When an accountant reached out to this financial advisor to discuss a tax oversight made by a mutual client, the news was grim. The retired couple had under-withheld almost $50,000 in taxes for the first 11 months of the year and was facing interest and penalties.

The accountant mistakenly assumed, based on conversations she’d had with the couple, that they had been withholding enough of their IRA distributions and Social Security benefits when they did their quarterly tax estimates. To correct the oversight and eliminate the interest and penalties associated with the underpayment, she thought the couple should take an additional $50,000 IRA distribution with 100% tax withholding.

Bradley Newman, a CFP with Harrisburg-based Roof Advisory Group, a division of Fort Pitt Capital, thought there had to be a better strategy than raiding their IRA.

He calculated the couple would actually have to withdraw more than $65,000 from the IRA to cover the net $50,000 in taxes due because the additional distribution would be taxed at 24%. The cost of avoiding the tax penalty and interest would have exceeded $15,000 ($65,000 x 24%), he said.

He asked the accountant if she knew how much the penalty and interest would be if the couple wrote a check from their after-tax investments. She replied 8%, which translated into $4,000 ($50,000 x 8%). That would save the couple more than $11,000 and give their IRA assets the potential opportunity of continuing to appreciate.

Taking the additional $65,000 distribution to pay the penalty and interest “kind of becomes like a dog chasing its tail,” said Newman. “The cure is worse than the disease and the solution hurts more than the problem.”

The additional distribution also would’ve pushed his clients into a higher marginal tax bracket, he said.

Upon sharing his analysis with the accountant, she “basically said, ‘I kind of had my accountant blinders on,’” said Newman. The clients were ecstatic about the more cost-effective strategy, he said, and the accountant told them it was Roof Advisory Group’s idea.

To satisfy the $50,000 withholding shortfall, the couple tapped into funds in a joint investment account. The couple was still subject to the penalty because the IRS wants taxpayers to pay taxes as money is earned, said Newman.

He isn’t critical of the accountant. He noted that professionals tend to focus on their own area of expertise.
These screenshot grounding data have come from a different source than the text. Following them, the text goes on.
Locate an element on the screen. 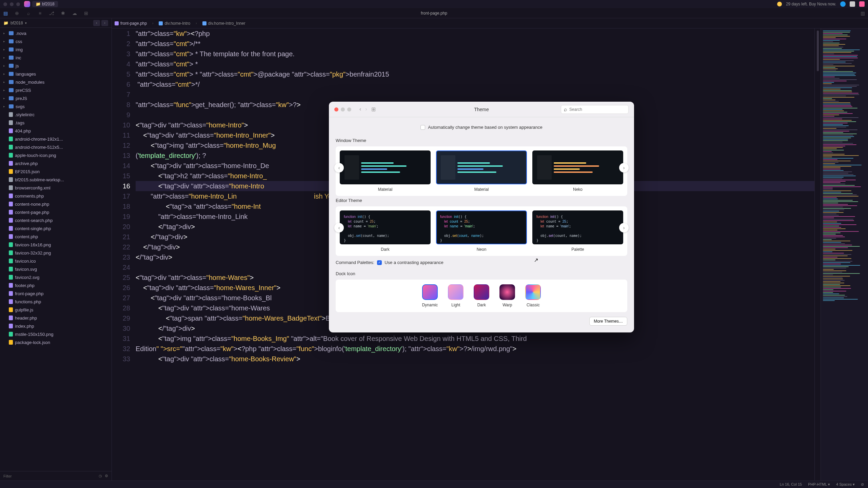 Image resolution: width=868 pixels, height=488 pixels. scrollbar-thumb is located at coordinates (818, 51).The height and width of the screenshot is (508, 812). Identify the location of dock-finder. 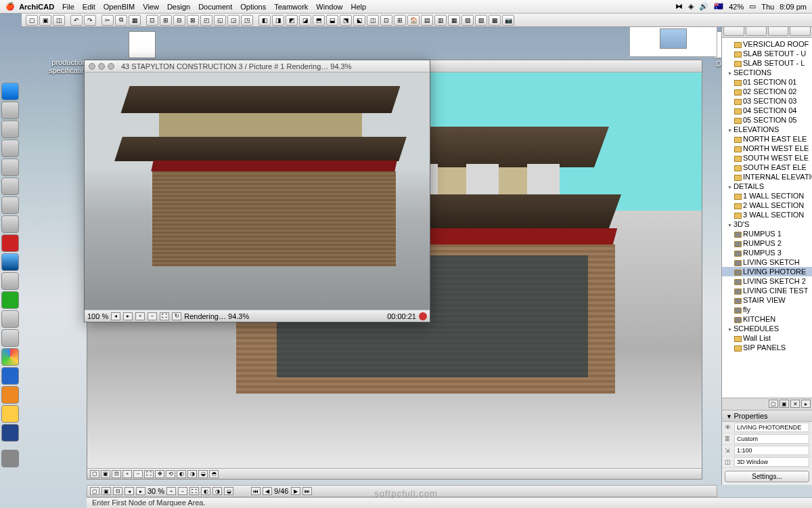
(10, 91).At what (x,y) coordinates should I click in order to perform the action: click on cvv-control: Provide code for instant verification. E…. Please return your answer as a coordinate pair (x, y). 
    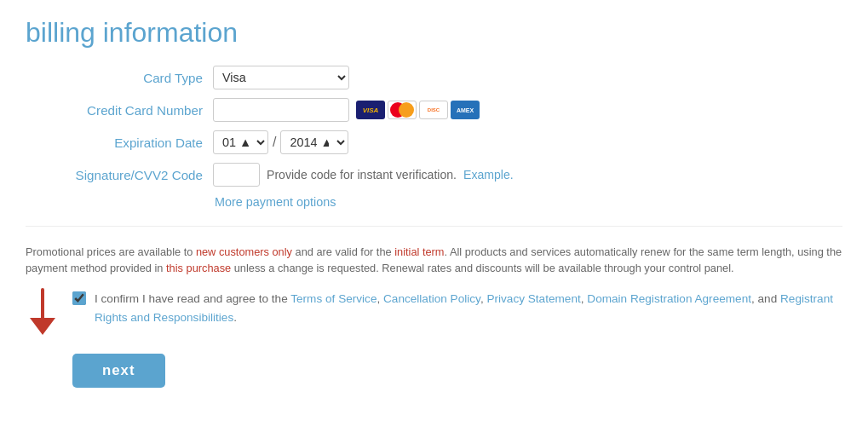
    Looking at the image, I should click on (363, 175).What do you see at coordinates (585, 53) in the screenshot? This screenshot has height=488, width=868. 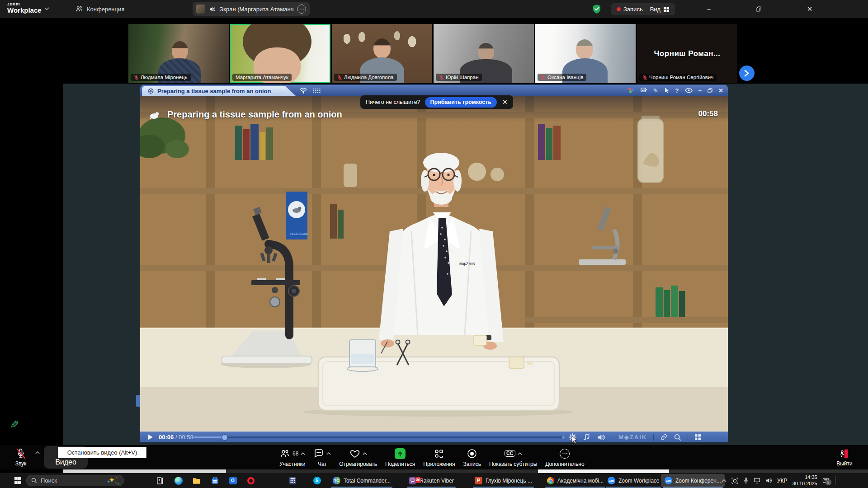 I see `participant-tile: Оксана Іванців` at bounding box center [585, 53].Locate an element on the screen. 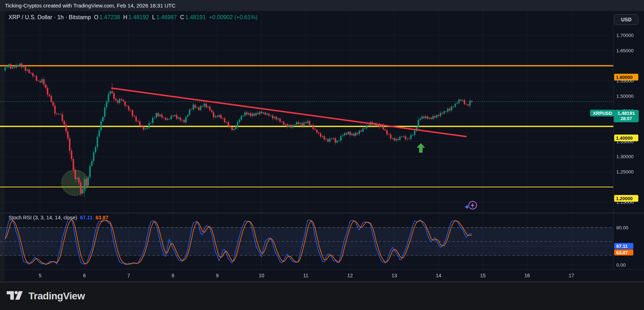 This screenshot has height=310, width=644. stoch-d-axis-label: 63.87 is located at coordinates (624, 252).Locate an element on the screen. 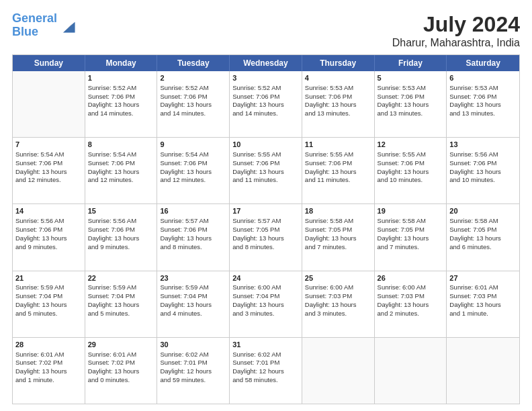 The image size is (532, 411). calendar-day-14: 14Sunrise: 5:56 AM Sunset: 7:06 PM Dayli… is located at coordinates (49, 237).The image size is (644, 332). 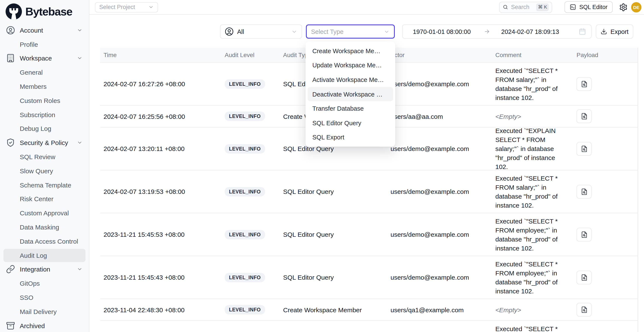 What do you see at coordinates (582, 31) in the screenshot?
I see `calendar-icon` at bounding box center [582, 31].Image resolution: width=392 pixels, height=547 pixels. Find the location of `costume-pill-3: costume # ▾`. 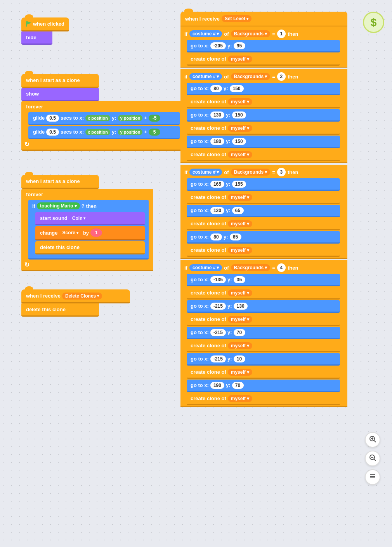

costume-pill-3: costume # ▾ is located at coordinates (206, 172).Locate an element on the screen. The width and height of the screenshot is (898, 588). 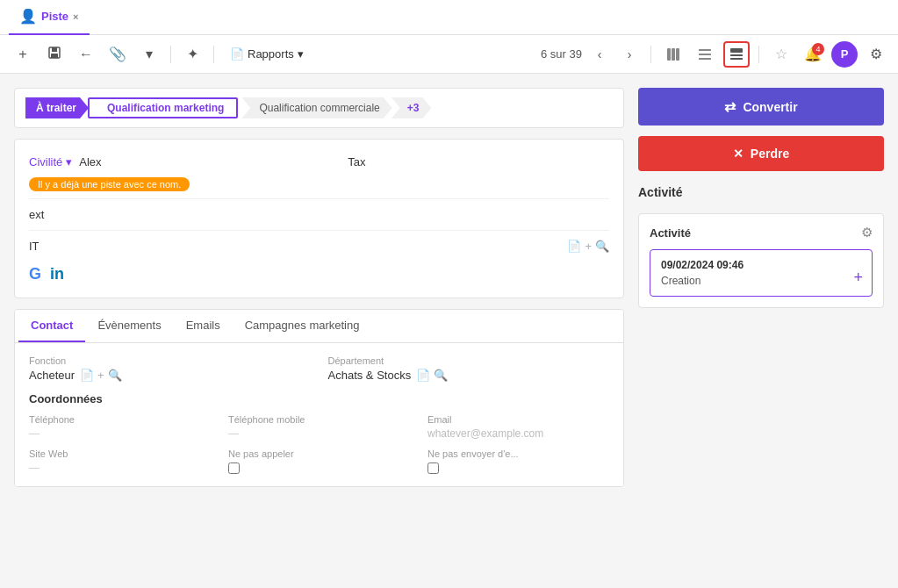
ne-pas-appeler-checkbox is located at coordinates (233, 469).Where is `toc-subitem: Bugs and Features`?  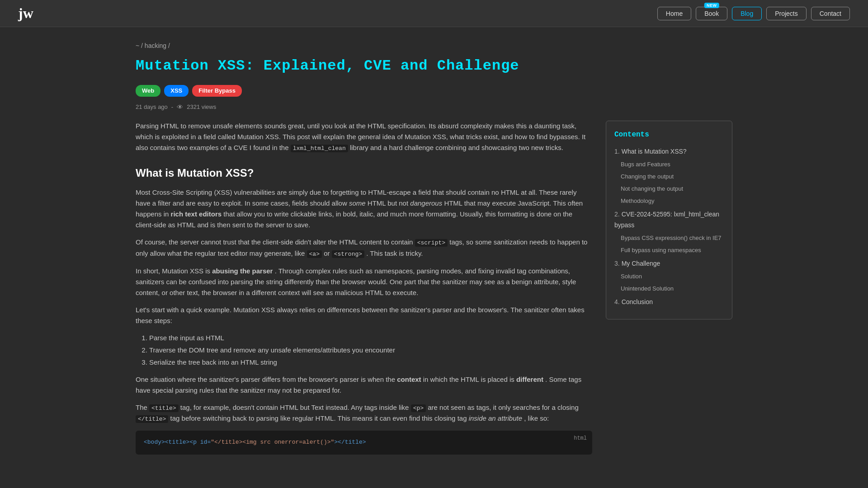 toc-subitem: Bugs and Features is located at coordinates (672, 164).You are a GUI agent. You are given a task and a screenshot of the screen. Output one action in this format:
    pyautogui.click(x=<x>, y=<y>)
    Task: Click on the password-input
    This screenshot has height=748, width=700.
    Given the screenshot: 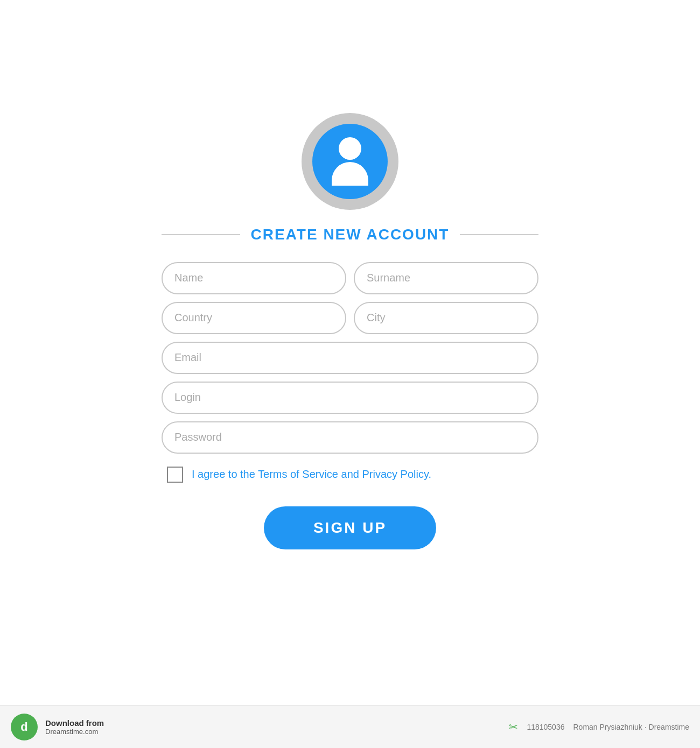 What is the action you would take?
    pyautogui.click(x=350, y=437)
    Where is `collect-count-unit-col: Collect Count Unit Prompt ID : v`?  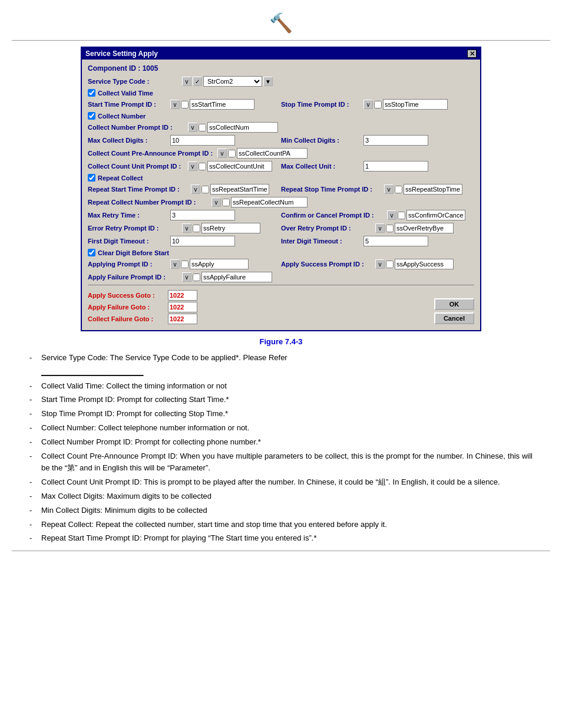 collect-count-unit-col: Collect Count Unit Prompt ID : v is located at coordinates (184, 166).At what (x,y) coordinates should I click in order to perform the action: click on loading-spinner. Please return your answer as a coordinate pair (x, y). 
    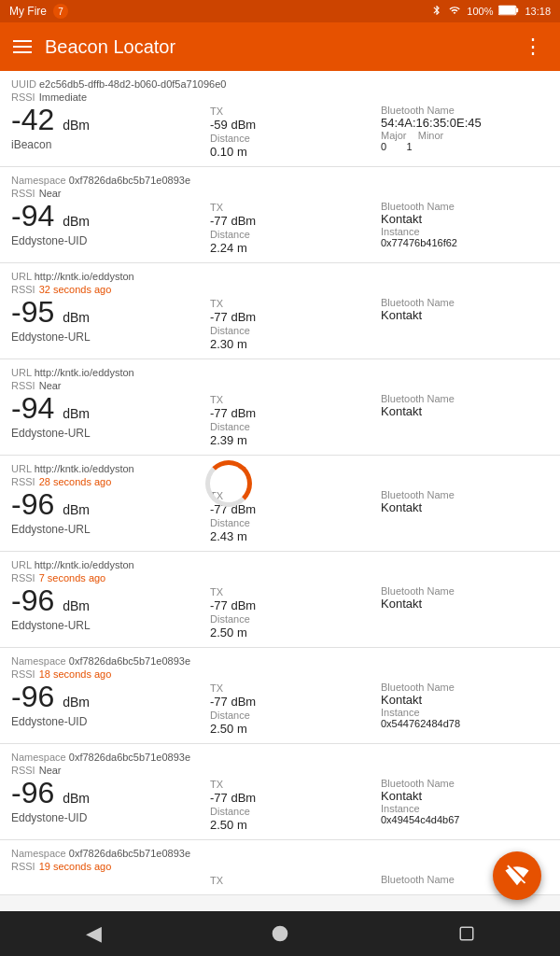
    Looking at the image, I should click on (229, 484).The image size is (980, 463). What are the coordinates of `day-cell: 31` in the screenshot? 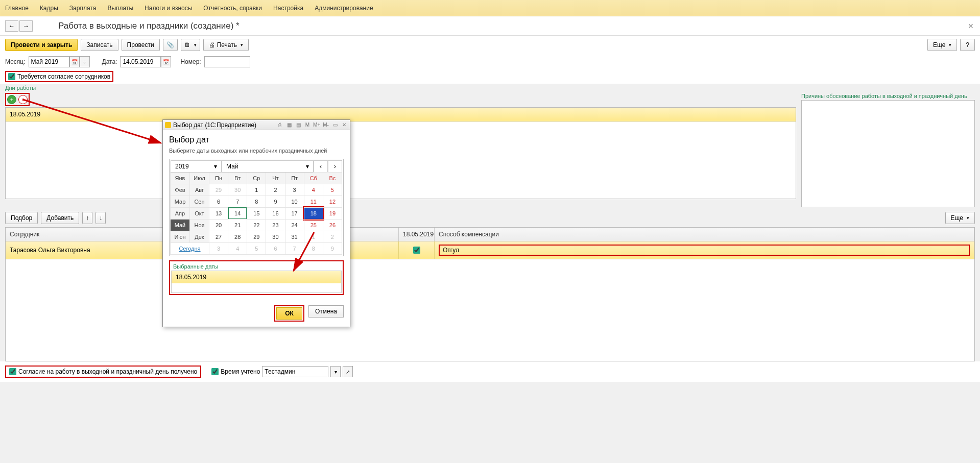 It's located at (295, 237).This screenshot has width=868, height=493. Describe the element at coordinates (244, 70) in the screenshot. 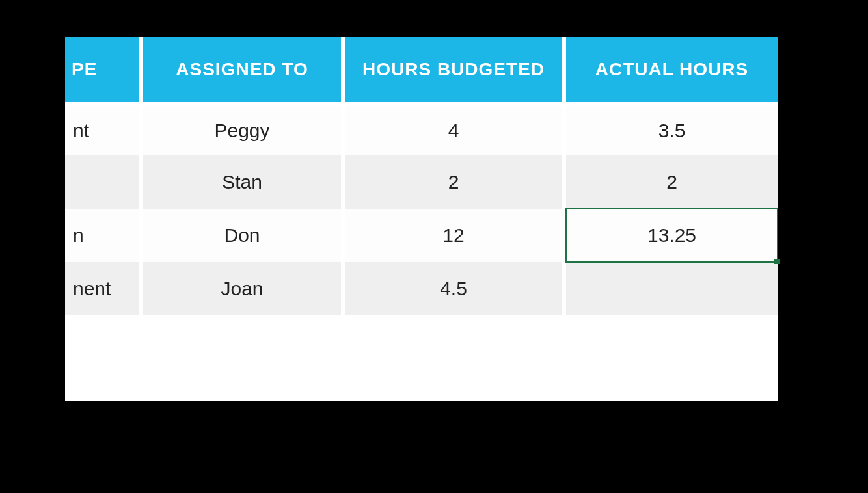

I see `header-assigned: ASSIGNED TO` at that location.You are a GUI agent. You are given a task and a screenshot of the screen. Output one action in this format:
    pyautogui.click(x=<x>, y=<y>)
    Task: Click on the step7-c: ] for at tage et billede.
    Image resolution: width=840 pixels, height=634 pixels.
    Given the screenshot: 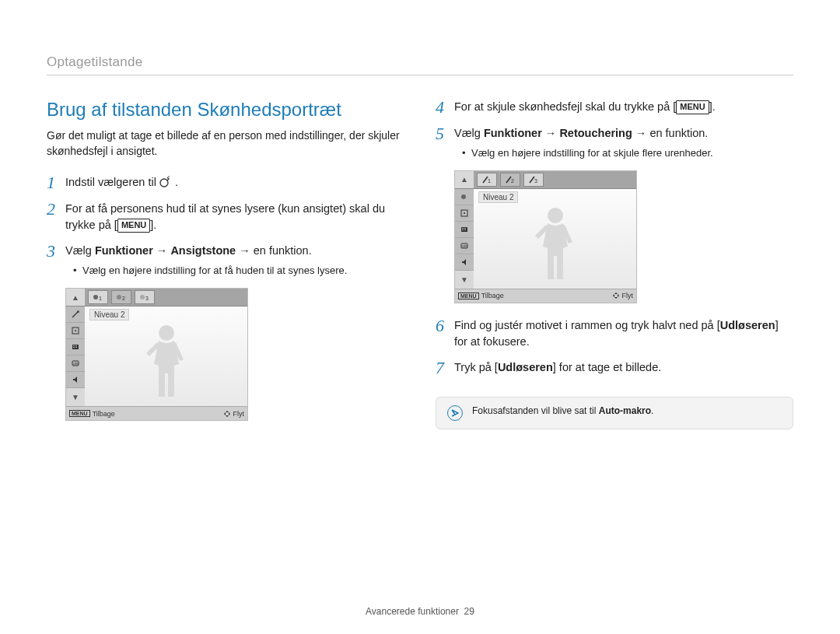 What is the action you would take?
    pyautogui.click(x=607, y=367)
     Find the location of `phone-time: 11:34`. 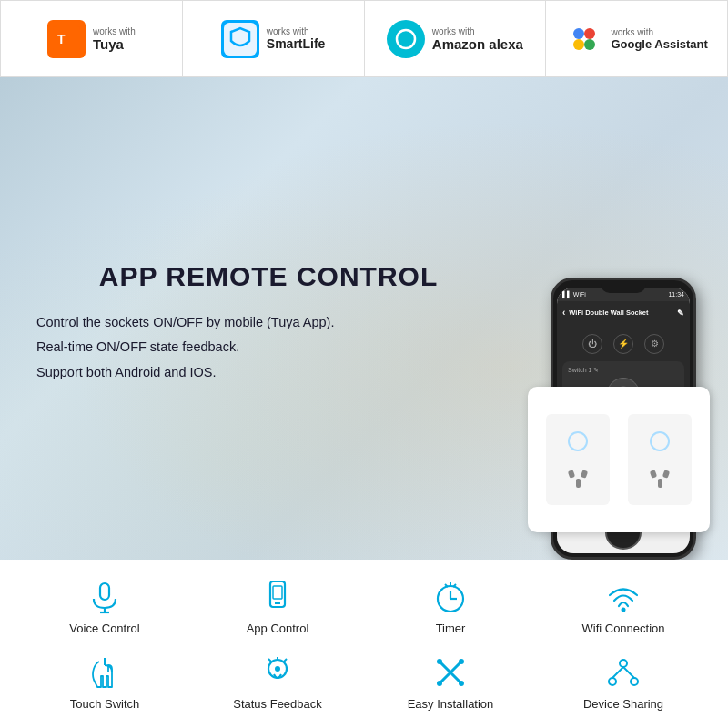

phone-time: 11:34 is located at coordinates (676, 295). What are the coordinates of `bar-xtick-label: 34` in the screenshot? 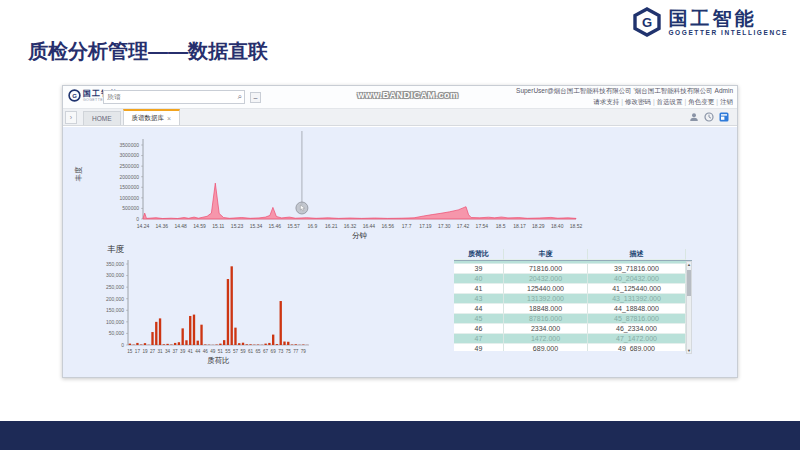 It's located at (168, 352). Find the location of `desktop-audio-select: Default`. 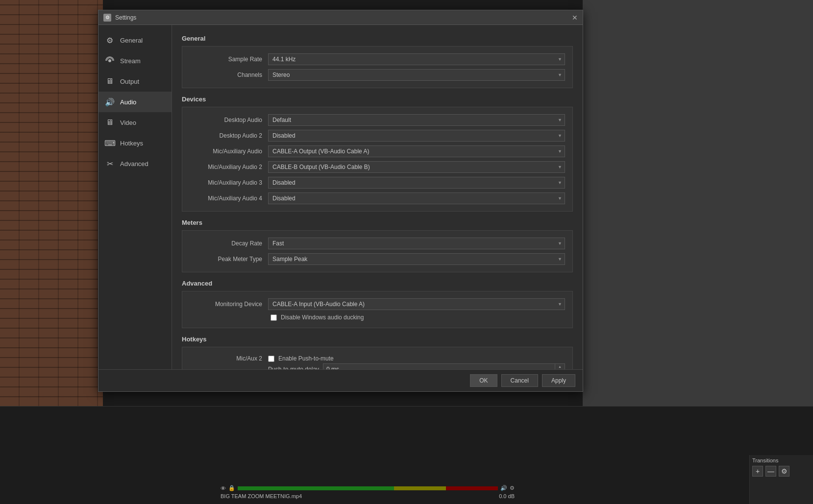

The lesson learned, he said, is there is a benefit to taking a broader view of how a decision affects a client overall.

Collaborating with other trusted professionals (such as CPAs, estate planning attorneys and business valuation experts) provides more opportunities to collect multiple viewpoints on an issue, figure out how to help clients more efficiently reach their goals and ultimately get clients to where they want to go, he said.

“At the end of the day, it doesn’t matter if we’re orchestrating it or someone else is orchestrating it, as long as we’re being collaborative,” said Newman. “I’ve never seen anything bad come out of collaborating on behalf of a client.”

According to Newman, Roof Advisory Group communicates with the CPAs of about 90% of its clients.

Split Decisions

Newman also suggests that clients who are retired take a mix of distributions from their qualified investments (pretax IRAs and 401(k) retirement savings plans) and nonqualified investments (after-tax savings accounts, brokerage accounts and mutual fund accounts). This helps preserve some after-tax money for down the road, he said. He collaborates with clients’ accountants to determine the best blend of distributions.

If 100% of a client’s annual distribution comes from an IRA, it could be taxed at about 30%. If the distribution is split 50-50 between an IRA and an after-tax joint account, the client’s earned income is halved and the tax rate would theoretically be about half that or 15%, he said, “although the math won’t work out exactly.”

The key is to start communicating with clients many years in advance of retirement to help them determine how much money they should be saving in pre-tax versus post-tax accounts, said Newman. This involves financial planning work and modeling, he said.

“We’ve been conditioned all of our lives to defer, defer, defer, defer,” he said, “so you’re not paying taxes on the earnings that year.” After-tax income “gets a little bit of a bad rap,” he said, because people want to get a tax deduction today and they want deferred growth and income.

Clients with “a more blended ratio of qualified versus nonqualified dollars will ultimately have to save less money because it’s going to be taxed more gently,” said Newman. “I don’t think people really think about that until they get to the doorstep of retirement.”